As home became school, Home Revolution asked children to engage with their new learning environments and think about how the rooms and things surrounding them shape the way they live. The activity asks students to reimagine these spaces and objects through making drawings, collages, models and one-to-one prototypes; and to share how the tweaks they made could change the way they use these objects and interact as a family or even neighbourhood around them.
"What if we shared communal utilities such as water, electricity and gas, and they were all stored in the same place, along with the appliances they connect to? Sharing the cost of these things would certainly be helpful. How would sharing these things change our relationship with our neighbours? Maybe we would clean, cook, garden, even do laundry together. If we are sharing all of these appliances and chores, what else might we decide to start sharing? Would chores still feel like chores?"
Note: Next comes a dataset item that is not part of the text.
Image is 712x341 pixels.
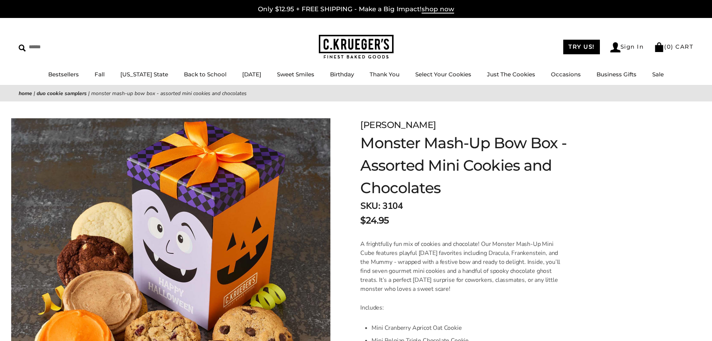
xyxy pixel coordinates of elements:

"We are taught to use different rooms within our house for specific actions: we sleep in the bedroom, we eat in the kitchen, we clean ourselves in the bathroom. What would happen if these actions were mixed by misplacing the furniture that supports them? What if taking a bath could be as exciting as being at the beach, if the bathtub was maybe in the living room?"
"Could you imagine a new dinner table where everyone eats together on a giant plate or drinks together with a long garland of glasses? It could result in lots of options of food and drinks, shared equally by the entire family. Could washing up become a fun collective activity to do all together after pudding?"